RT: public statistics on uptake of Getty Images?  Is Getty sending C&D or non-C&D letters to people who aren’t using it to switch people over?
 
Miyashita: we are sending letters.  Encouraging/highlighting the availability.  (But no answer on statistics on uptake, sigh.)
 
Heald: thought that Kelly is defensible but appalled by current Google image search. Is anyone litigating it?  Second, Hargreaves (UK) report—no changes in the absence of empirical data (RT: though note that the initial law was not adopted with the same rigorous standards). Is that a good idea?
 
Sigall: It’s hard to argue against policy based on empirical evidence, but the question is how you get it in timely and effective fashion. Can be very difficult.
 
Q: did Getty have photographers object to the Getty embed feature?
 
Miyashita: no.  We have to acknowledge practical reality of the types of uses for which embed and social sharing are ideal. Attribution, traffic, eyeballs, data, linkbacks start to make sense as overarching strategy.
 
Loren: also have questions about new image search.  Are you doing anything?  You have market power. You could choose the robot exclusion header.  Setting the law aside, there’s a business reality.
 
Miyashita: we could use robots.txt, but the 100s or 1000s of other licensees—there’s no means for them to exclude; publishers would have to implement robots.txt, and then the stolen sites would be the prominent results.  (That’s … not exactly true in that the publishers could implement robots.txt just for images, and allow text to be indexed.  And then there is the DMCA.)
 
Aistars: many people we work with are individual authors.
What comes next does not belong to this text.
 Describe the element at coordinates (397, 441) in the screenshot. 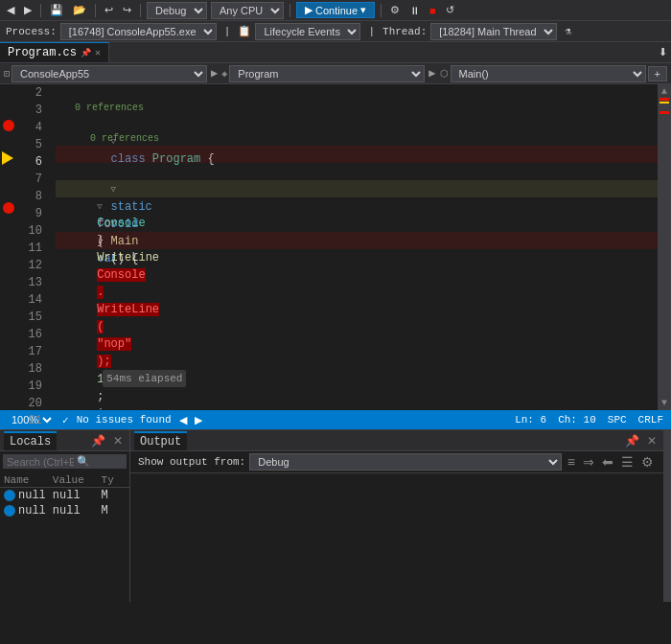

I see `output-tab-bar: Output 📌 ✕` at that location.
To the extent there are ways to aggregate and get value from works, whether monetary or data/interaction, those are positive things.
 
Sigall: has seen interesting things happen around accommodating multiplicity of uses, fair and unfair.  Videogames.  Valve’s Steam platform: starts from ground-up understanding of what customers and users and creators all understand about what you can and can’t do. They accept fair limits because the platform has been built that way.  Create norms around usage that are more meaningful, enforceable, and practical than if you looked to the Copyright Act to mediate the transaction.
 
Samuelson: the role of TPMs and anticircumvention. When I read §1201 submissions from GM and the Auto Alliance, they have concerns about battery life and warranties, not about infringement. In the internet of things, TPMs may become a new set of issues; fair use circumventions already happen every day. How will TPMs and anticircumvention evolve?
 
Sag: most TPMs don’t work. When they’re circumvented, often won’t give rise to liability, for courts following Chamberlain and Lexmark. Attempts to use TPMs to control aftermarket could be an antitrust violation if you buy a single-brand lock-in theory. Lots of moving parts, and then there’s whether the Copyright Office should be writing regulations.  (Um, the answer is clearly no: what business of the Office is it how long the battery of your car lasts?)
 
Sigall: there’s a role for TPMs to preserve the rights of copyright owners. Valve uses TPMs in a pretty significant way, but they’ve built it to be flexible.  Tech is deployed in a social and communal setting that determines whether or not the tech works; the legal architecture sits in the broader community.  If you do it right you diminsh the need for circumvention.  You will have abuse of tech, abuse of legal protection. Safety valves: the © Office rulemaking, which gives us information about what’s working and what’s not. Chamberlain and Skylink also showed courts willing to create exemptions that didn’t exist in the statute. Don’t paint too broad a brush: TPMs aren’t going to save copyright owners or destroy users.  (Just uses.)
 
Brauneis: in a networked world, when you can keep important parts of the works on a remote server, the use of TPMs is less important. 
 
Aistars: TPMs can reassure authors into supporting new formats. Problematic when used for printer cartridges and garage door openers; courts have been able to get it right.